Shift 2

Shift 2: Unleashed

Rating: E10+

Score: 8.5/10

                You surely had the thought come into your head: You're driving to work, just about late with a while yet to go, and you just want your car to transform into a stock car. The petty 50 kilometers will be cake when you're flying at 190 km/h! You could turn to video games, but they're unrealistic in style, so it's just not the same. The original Need For Speed: Shift challenged the last statement, having the most realistic cockpit, and with the same great sound quality Need For Speed is known well for. Welcome the sequel to that game, which drops the Need For Speed part of its own title out of awesomeness. This game is available for the Xbox 360, Playstation 3, and PC.

                Your rookie *insert generic name here*, and you want to win in professional racing. Race by race, you get faster, richer, and popular. You climb the ranks until you're driving the fastest and nicest cars. Simple enough story, and it works.

                For any familiar to Need For Speed: Shift, the gameplay will not be surprising. For any familiar with professional racing in general, this won't be a big SHIFT for you. Unlike arcade-style racers, you'll need to slow down to about 40 km/h to take the sharp turn, not drift around them clocking at 350 km/h. It's much more systematic, and in my opinion, quite dry. Shift gave it some life, made it faster, cleaner, and nicer.

                Speaking of nicer, this game looks gorgeous. I don't think I could try these cars on these tracks in real life and it look this good. That, plus the addition of the most realistic-looking cockpit view you've ever seen, and you're set for a great looking experience that massages your eyes. That's saying a lot when the past games have either looks amazing (Fight Night, Crysis) or have opened up a whole new dimension (3D).

                The music hold well as well. The designers were quick to brag they had the musical talent of professional movie musicians, and several musicians who made popular original pieces in past games. Along with those, we have Rise Against, 30 Seconds to Mars, and Jimmy Eat World. Of course, the roar of a finely-tuned Corvette beats the best music, and always will.

                Guess what makes another showing: The Autolog! It's first addition to the series was Hot Pursuit, and it added more than words can describe. A whole new world opened up, one of pure competitive heart and head-to-head racing, online! It returns, and serves much of the same purpose as before. It keeps track of track times, who beat what times, and controls the "Speedwall", which keeps tracks of friend's times against yours. With this in your face, it makes you want to be on the top of it. Not always easy, but either way you don't notice you got suckered into playing the game for several hours longer than intended.

                It's been a while (two games) since Need For Speed had role-playing elements, the role being mechanic. You upgraded your car to make it faster, handle better, whatever you need. Some upgrades can make your car too powerful for some events, as I learned the hard way. Either way, I have no regrets on installing that V8 into that small Honda.

                It's much of the same as the original Shift, which is good and bad. Good because Shift was awesome, and gave new life to a genre of acquired taste, bad because it's not much of a shift itself. There's plans to make this a full-out series, so hopefully we can see a shift into high gear for the next!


◆ Task statement
Return copies of the lines below that mention "establish".
###
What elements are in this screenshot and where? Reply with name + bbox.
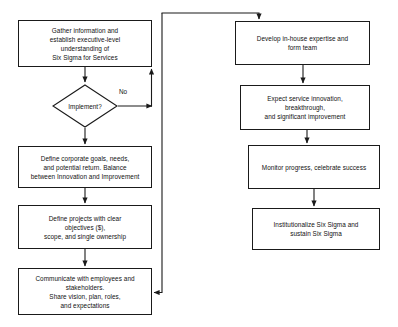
node-develop-in-house-expertise-label: Develop in-house expertise and form team [257, 34, 348, 52]
edge-label-no: No [119, 88, 127, 96]
node-monitor-progress-label: Monitor progress, celebrate success [262, 163, 366, 172]
node-develop-in-house-expertise[interactable]: Develop in-house expertise and form team [235, 21, 370, 65]
node-gather-information[interactable]: Gather information and establish executi… [18, 20, 152, 67]
node-implement-decision[interactable]: Implement? [52, 84, 118, 128]
node-define-corporate-goals[interactable]: Define corporate goals, needs, and poten… [18, 146, 152, 188]
node-communicate-label: Communicate with employees and stakehold… [35, 274, 134, 310]
edge-communicate-to-develop-team [154, 13, 162, 293]
node-gather-information-label: Gather information and establish executi… [50, 26, 121, 62]
node-expect-service-innovation[interactable]: Expect service innovation, breakthrough,… [240, 85, 370, 130]
node-institutionalize-six-sigma-label: Institutionalize Six Sigma and sustain S… [274, 220, 359, 238]
node-implement-decision-label: Implement? [68, 102, 101, 111]
node-monitor-progress[interactable]: Monitor progress, celebrate success [248, 145, 380, 189]
node-define-projects-label: Define projects with clear objectives ($… [44, 214, 126, 241]
flowchart-canvas: Gather information and establish executi… [0, 0, 398, 327]
node-define-corporate-goals-label: Define corporate goals, needs, and poten… [31, 154, 140, 181]
node-communicate[interactable]: Communicate with employees and stakehold… [18, 268, 152, 315]
edge-top-rail-to-develop-team [162, 13, 260, 19]
node-institutionalize-six-sigma[interactable]: Institutionalize Six Sigma and sustain S… [252, 208, 380, 250]
node-define-projects[interactable]: Define projects with clear objectives ($… [18, 205, 152, 249]
node-expect-service-innovation-label: Expect service innovation, breakthrough,… [265, 94, 346, 121]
###
◆ The completed task
node-gather-information[interactable]: Gather information and establish executi… [18, 20, 152, 67]
node-gather-information-label: Gather information and establish executi… [50, 26, 121, 62]
flowchart-canvas: Gather information and establish executi… [0, 0, 398, 327]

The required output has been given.